Over at The Last Survivors blog Joe Nuñez-Miño provides an update on the progress of the project for the conservation of two unique and endangered Caribbean land mammals, the Hispaniolan hutia and the Hispaniolan solenodon:
The team attended the VII Congress of Caribbean Biodiversity which was held at the “Universidad Autonoma de Santo Domingo (UASD)” at the start of February. It offered us the opportunity to present and share our work with the wider scientific and conservation community from the Caribbean region. It was great to get to hear about other projects working in this part of the world and it was particularly exciting to see so many young people in attendance at the congress. It is the younger generation that we need to empower in order to continue all the ongoing conservation efforts that are going on.
As part of this empowering process we were very privileged to be invited to the Punta Cana International School where we gave talks to over 150 students ranging very widely in age (from 7 through to 16). A small group of older students came out into the forest to get first hand experience of the work we do including the setting and collecting of our camera traps. Unfortunately they also experienced the frustration of not being successful in capturing any images of solenodon or hutia but then that is the nature of working with these elusive, shy and nocturnal creatures. None the less, there was great feedback from the students most of which had not even heard of these two special mammals.
Further talks have also been done at a village around Bahoruco National Park although some were rather impromptu. A video produced by a Brazilian TV crew was shown at the same village and proved very popular with the local community.
Our own infomercial films are coming along and we hope they will be ready for public viewing very shortly indeed. Making them has proven to be quite a challenge for all of us and Daniela Rusowsky, along with the rest of the team, have put a lot of work in to creating them.
For more information about the project, visit thelastsurvivors.org (or, en español, losultimosobrevivientes.org) or take a look at the project’s regularly updated Facebook page. You can also follow Joe Nuñez-Miño on Twitter.
The Last Survivors project has been mentioned several times previously on Green Antilles: Mammals and amphibians on the EDGE of existence, The Last Survivors: blogging the project, The Last Survivors: seeking Solenodons, and The Last Survivors.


*Work instruction:*
Begin with the line containing "Localize each UI" and copy each line exactly through the last line of the entries, inclusive.

*Input material:*
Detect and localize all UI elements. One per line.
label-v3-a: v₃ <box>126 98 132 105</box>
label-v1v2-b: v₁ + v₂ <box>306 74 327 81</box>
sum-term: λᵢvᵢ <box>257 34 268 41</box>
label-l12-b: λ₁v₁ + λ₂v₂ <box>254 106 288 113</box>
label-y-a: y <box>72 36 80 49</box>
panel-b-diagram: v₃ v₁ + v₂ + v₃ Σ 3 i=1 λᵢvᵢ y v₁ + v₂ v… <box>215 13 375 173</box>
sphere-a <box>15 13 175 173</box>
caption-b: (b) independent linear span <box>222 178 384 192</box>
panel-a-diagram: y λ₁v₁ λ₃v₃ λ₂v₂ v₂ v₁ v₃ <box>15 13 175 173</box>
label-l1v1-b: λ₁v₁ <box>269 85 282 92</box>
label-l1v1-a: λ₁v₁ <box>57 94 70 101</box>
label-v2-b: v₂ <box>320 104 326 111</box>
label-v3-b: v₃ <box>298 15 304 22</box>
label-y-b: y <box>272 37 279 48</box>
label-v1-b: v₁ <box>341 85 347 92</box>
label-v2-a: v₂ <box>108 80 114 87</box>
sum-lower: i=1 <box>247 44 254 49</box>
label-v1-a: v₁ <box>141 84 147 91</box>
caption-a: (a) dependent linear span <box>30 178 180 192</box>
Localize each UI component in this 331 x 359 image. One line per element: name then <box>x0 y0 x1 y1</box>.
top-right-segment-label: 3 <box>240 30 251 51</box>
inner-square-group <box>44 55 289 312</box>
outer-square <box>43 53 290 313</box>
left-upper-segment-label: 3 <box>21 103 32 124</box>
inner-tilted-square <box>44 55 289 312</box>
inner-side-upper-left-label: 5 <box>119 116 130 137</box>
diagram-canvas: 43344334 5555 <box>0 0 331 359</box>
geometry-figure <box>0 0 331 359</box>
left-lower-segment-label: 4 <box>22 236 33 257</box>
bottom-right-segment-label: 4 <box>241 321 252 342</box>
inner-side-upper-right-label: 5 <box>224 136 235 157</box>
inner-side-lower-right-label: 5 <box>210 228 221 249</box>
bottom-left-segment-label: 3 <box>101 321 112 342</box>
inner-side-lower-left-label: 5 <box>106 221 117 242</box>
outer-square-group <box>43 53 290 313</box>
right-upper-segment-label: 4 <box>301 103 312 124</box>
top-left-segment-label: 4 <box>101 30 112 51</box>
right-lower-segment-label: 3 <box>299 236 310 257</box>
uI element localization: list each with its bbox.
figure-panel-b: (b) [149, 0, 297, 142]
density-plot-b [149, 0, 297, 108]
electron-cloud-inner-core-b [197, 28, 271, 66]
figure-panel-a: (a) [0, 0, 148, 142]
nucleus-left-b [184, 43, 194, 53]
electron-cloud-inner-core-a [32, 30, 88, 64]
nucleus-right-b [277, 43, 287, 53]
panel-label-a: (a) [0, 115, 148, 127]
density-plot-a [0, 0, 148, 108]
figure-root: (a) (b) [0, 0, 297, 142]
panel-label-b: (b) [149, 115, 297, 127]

*Response area:*
Localize each UI component in this 331 x 359 image. One line per element: name then <box>x0 y0 x1 y1</box>.
top-right-segment-label: 3 <box>240 30 251 51</box>
inner-square-group <box>44 55 289 312</box>
outer-square <box>43 53 290 313</box>
left-upper-segment-label: 3 <box>21 103 32 124</box>
inner-tilted-square <box>44 55 289 312</box>
inner-side-upper-left-label: 5 <box>119 116 130 137</box>
diagram-canvas: 43344334 5555 <box>0 0 331 359</box>
geometry-figure <box>0 0 331 359</box>
left-lower-segment-label: 4 <box>22 236 33 257</box>
bottom-right-segment-label: 4 <box>241 321 252 342</box>
inner-side-upper-right-label: 5 <box>224 136 235 157</box>
inner-side-lower-right-label: 5 <box>210 228 221 249</box>
bottom-left-segment-label: 3 <box>101 321 112 342</box>
inner-side-lower-left-label: 5 <box>106 221 117 242</box>
outer-square-group <box>43 53 290 313</box>
right-upper-segment-label: 4 <box>301 103 312 124</box>
top-left-segment-label: 4 <box>101 30 112 51</box>
right-lower-segment-label: 3 <box>299 236 310 257</box>
uI element localization: list each with its bbox.
figure-panel-b: (b) [149, 0, 297, 142]
density-plot-b [149, 0, 297, 108]
electron-cloud-inner-core-b [197, 28, 271, 66]
figure-panel-a: (a) [0, 0, 148, 142]
nucleus-left-b [184, 43, 194, 53]
electron-cloud-inner-core-a [32, 30, 88, 64]
nucleus-right-b [277, 43, 287, 53]
panel-label-a: (a) [0, 115, 148, 127]
density-plot-a [0, 0, 148, 108]
figure-root: (a) (b) [0, 0, 297, 142]
panel-label-b: (b) [149, 115, 297, 127]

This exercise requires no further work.